▸ TASK DETAILS
Copy the entries without a single change. Pictures should be dropped.

___

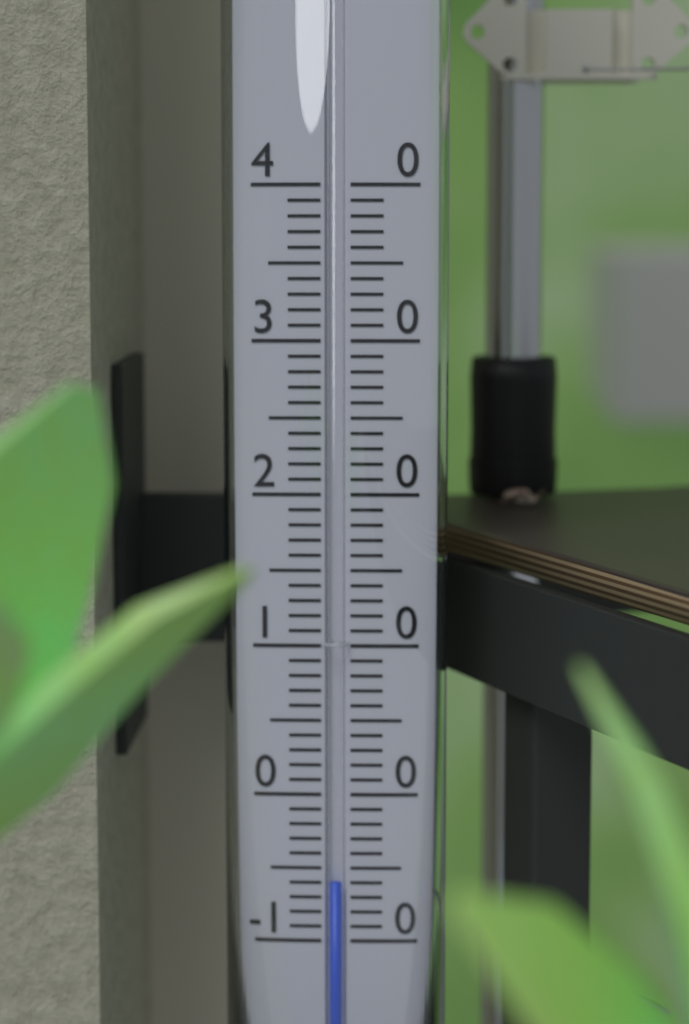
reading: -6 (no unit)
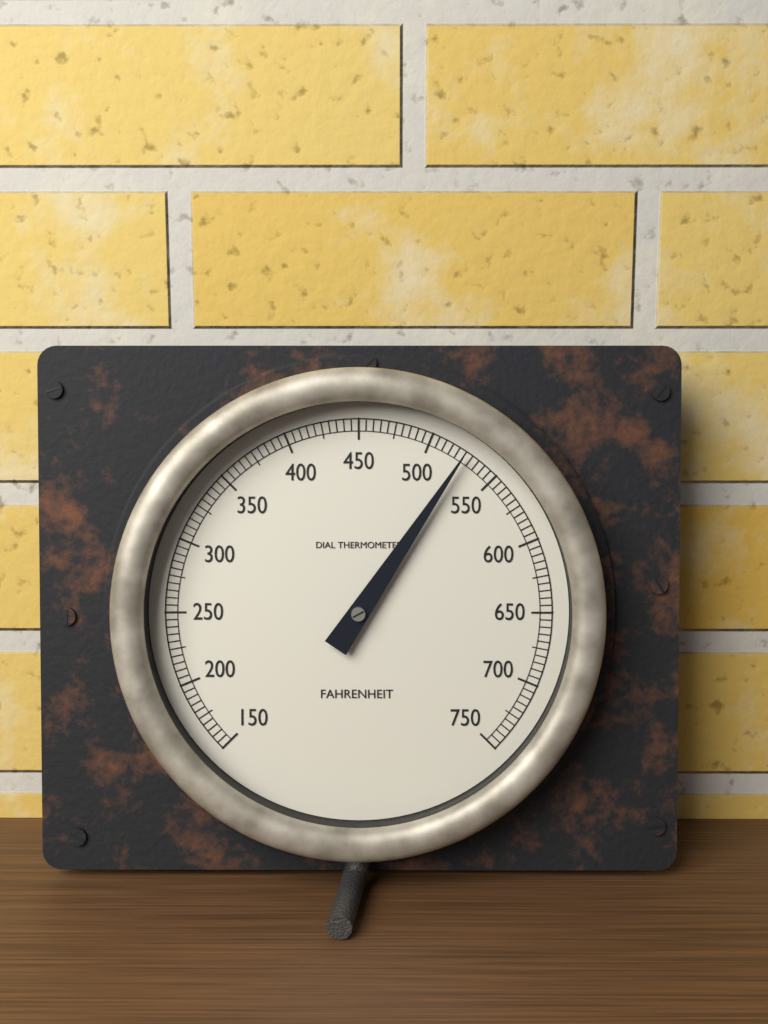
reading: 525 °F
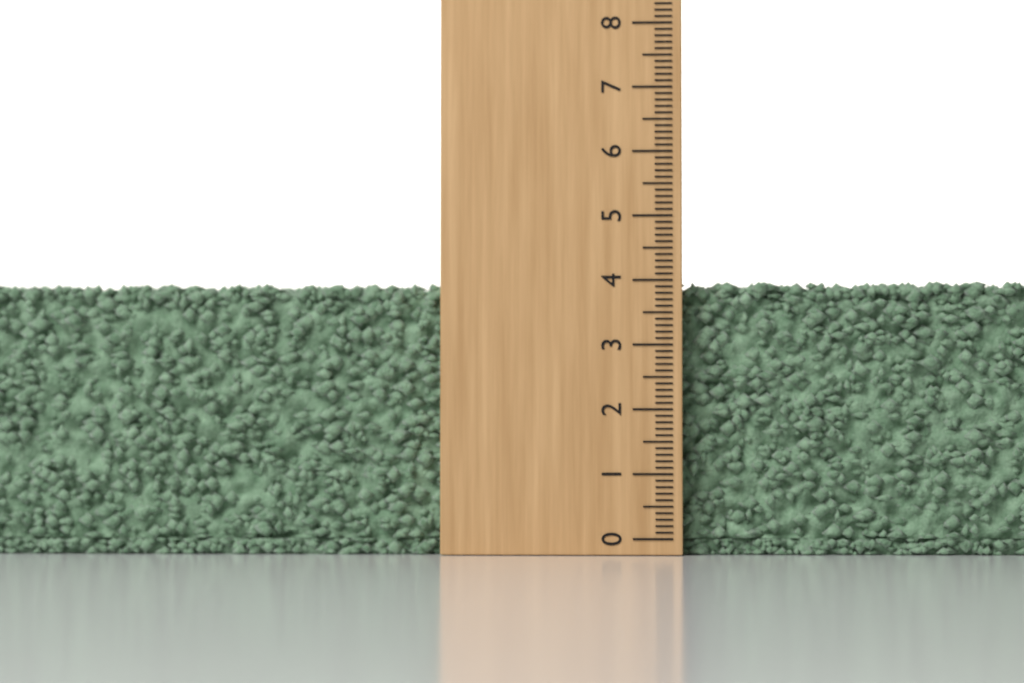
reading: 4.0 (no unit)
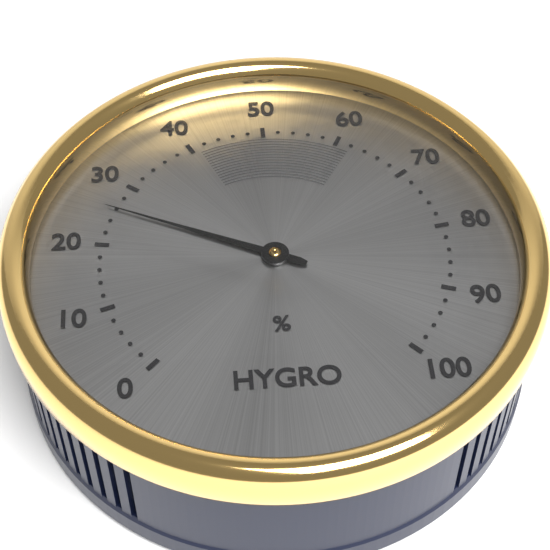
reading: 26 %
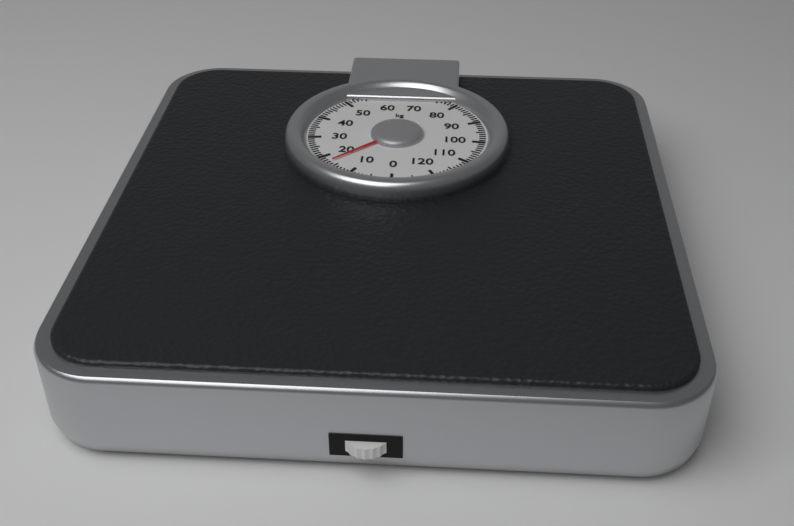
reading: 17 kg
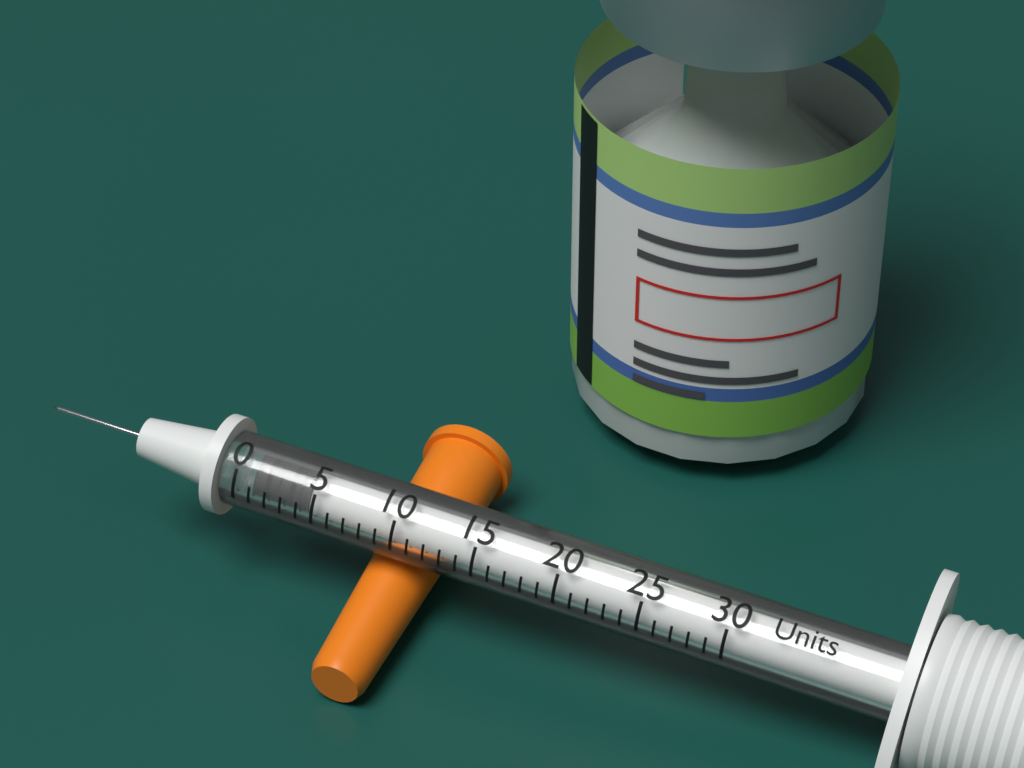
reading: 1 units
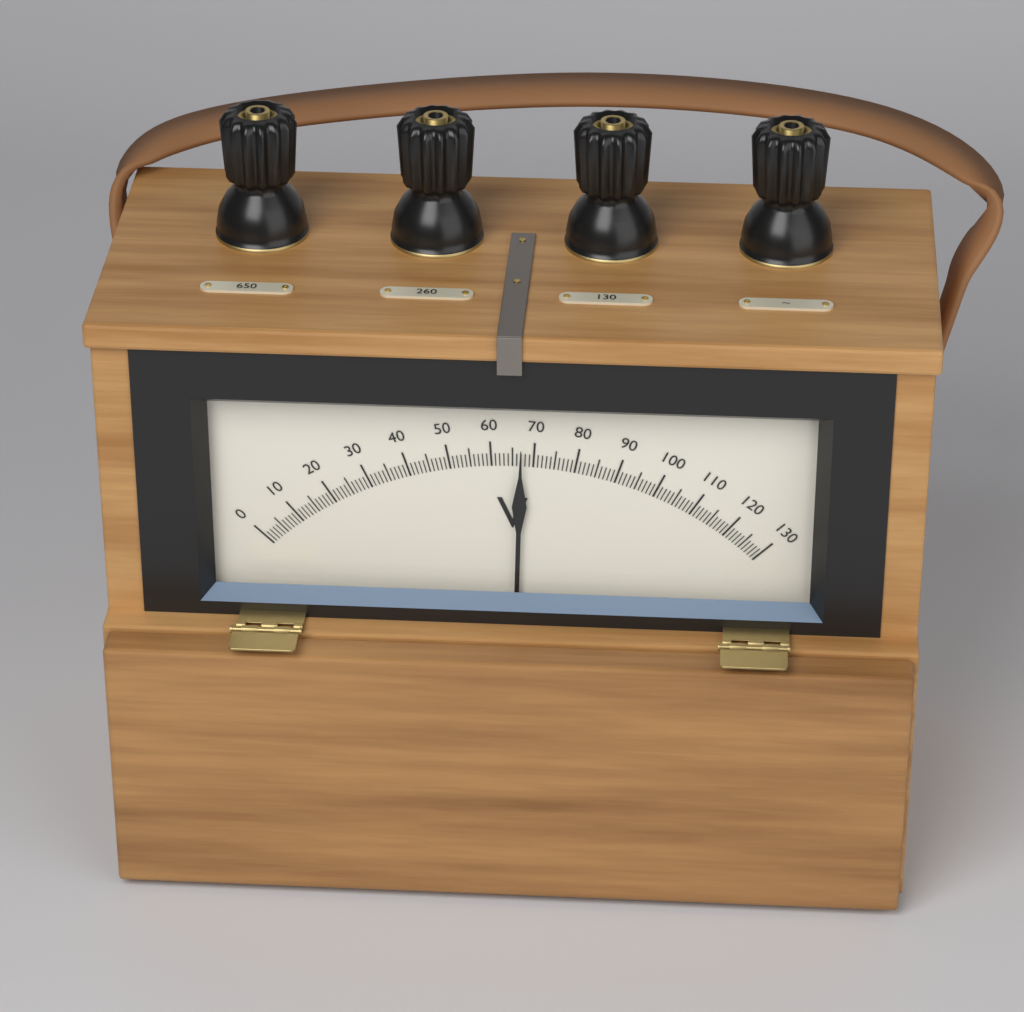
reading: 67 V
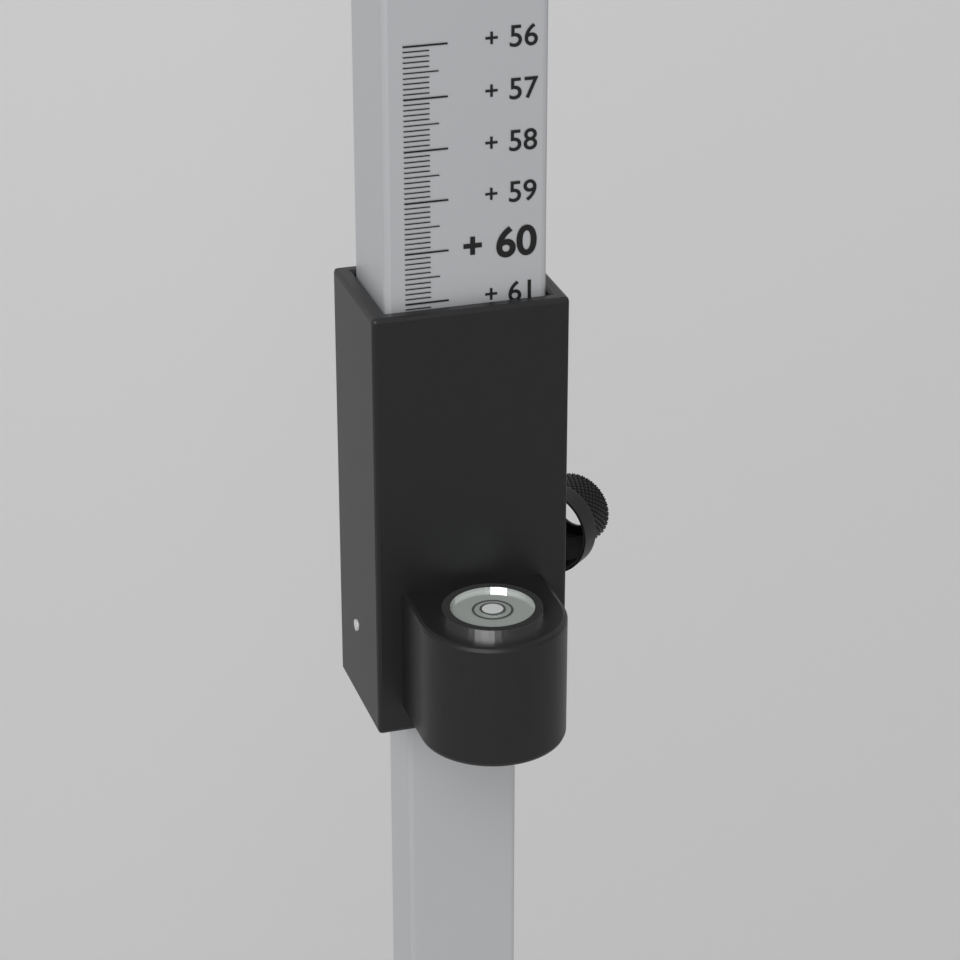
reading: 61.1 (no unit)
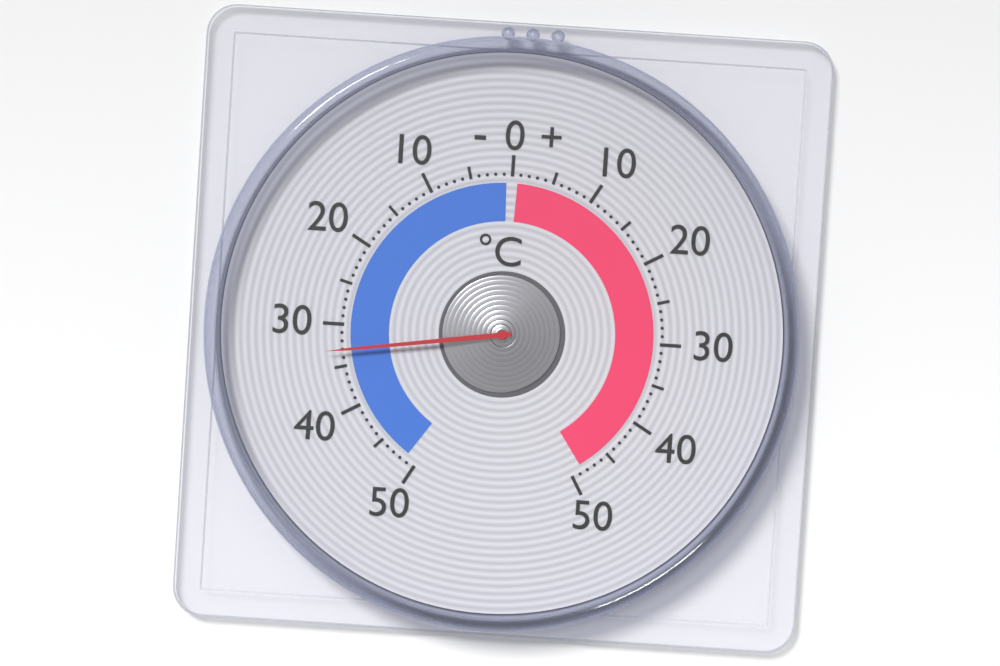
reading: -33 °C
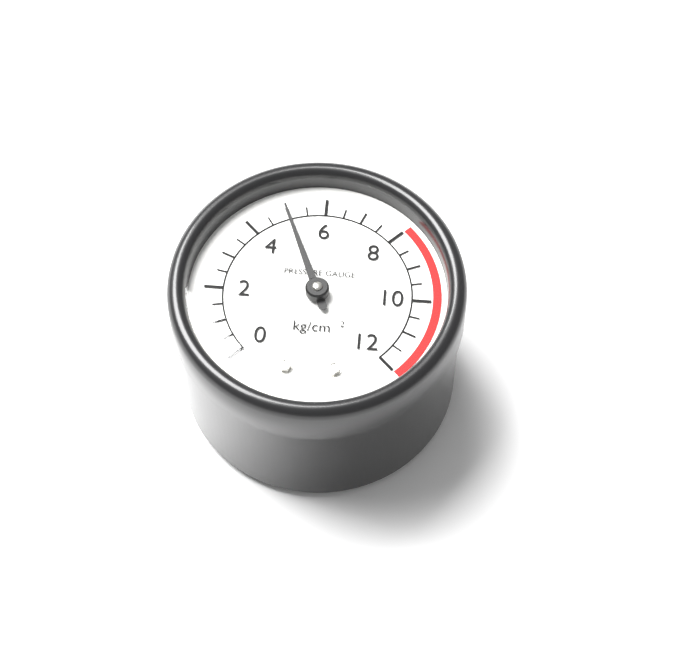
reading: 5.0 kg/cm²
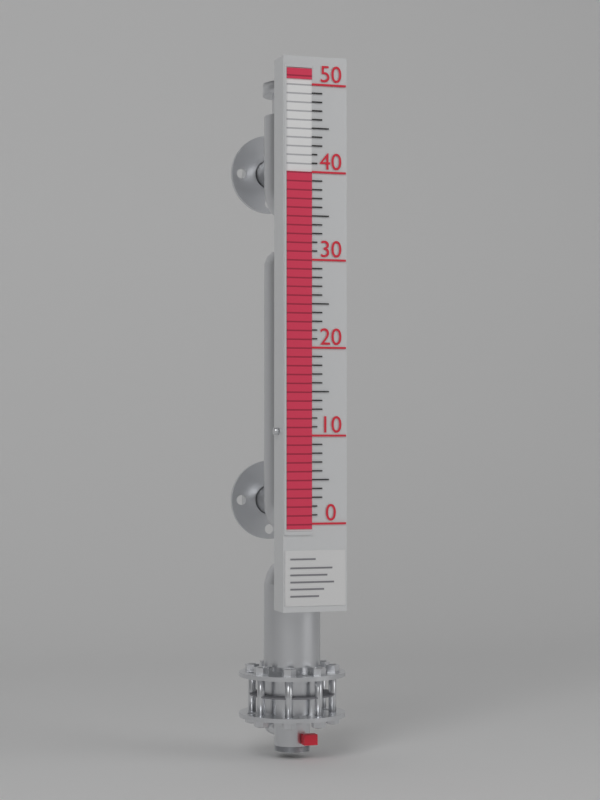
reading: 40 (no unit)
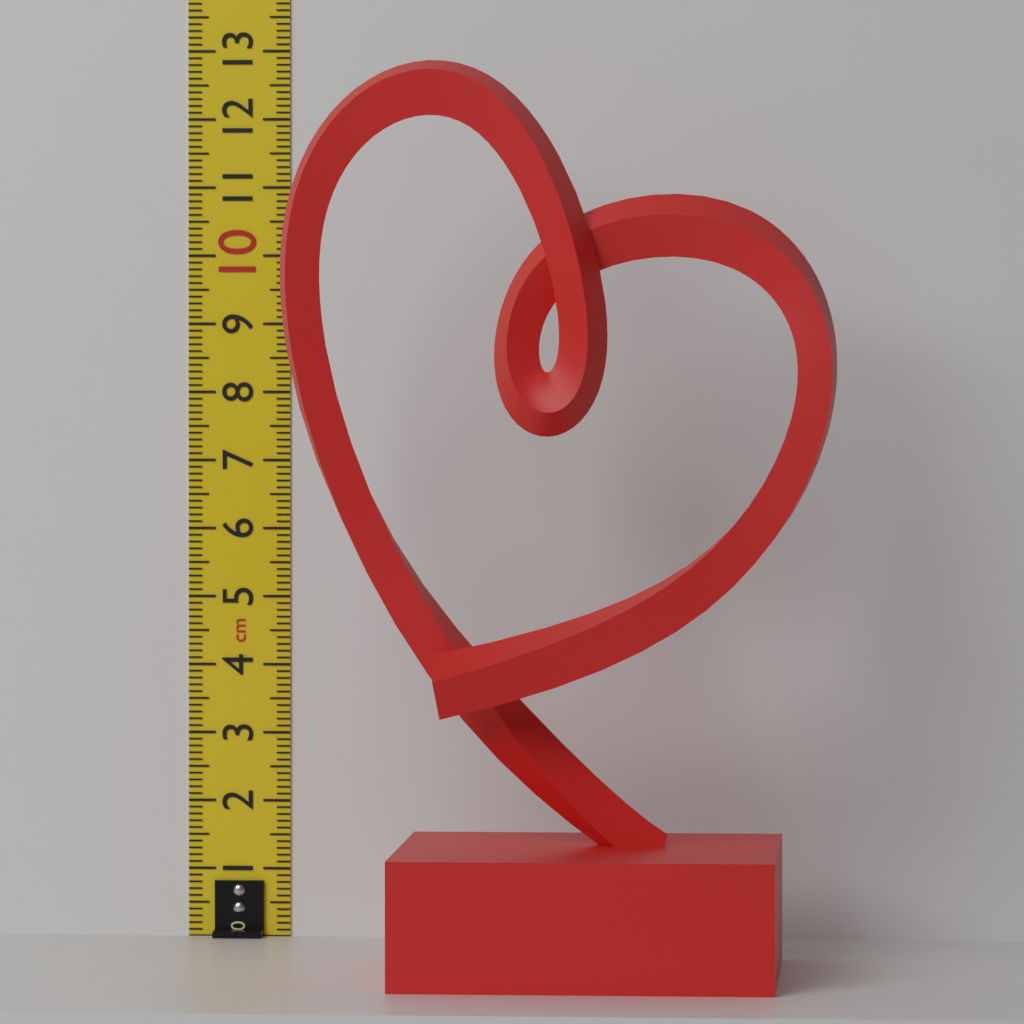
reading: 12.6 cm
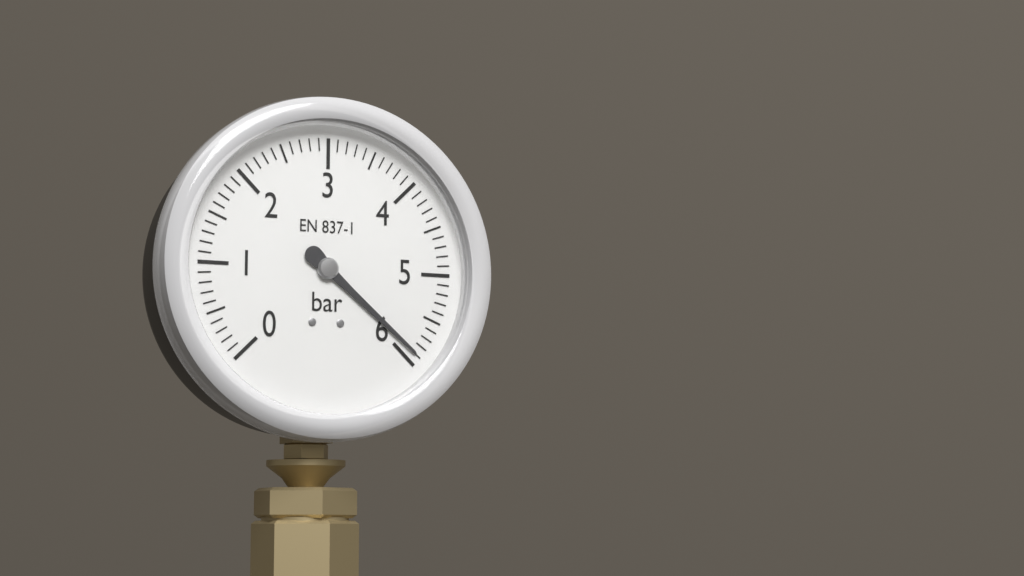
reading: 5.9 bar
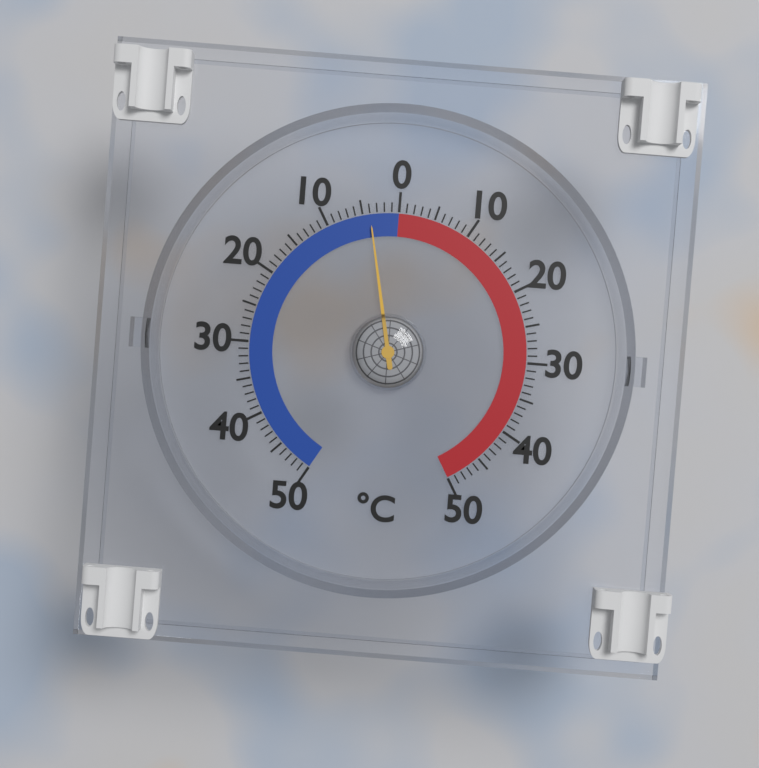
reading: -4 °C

___

▸ THE COMPLETED TASK
reading: -6 (no unit)
reading: 525 °F
reading: 4.0 (no unit)
reading: 26 %
reading: 17 kg
reading: 1 units
reading: 67 V
reading: 61.1 (no unit)
reading: -33 °C
reading: 5.0 kg/cm²
reading: 40 (no unit)
reading: 12.6 cm
reading: 5.9 bar
reading: -4 °C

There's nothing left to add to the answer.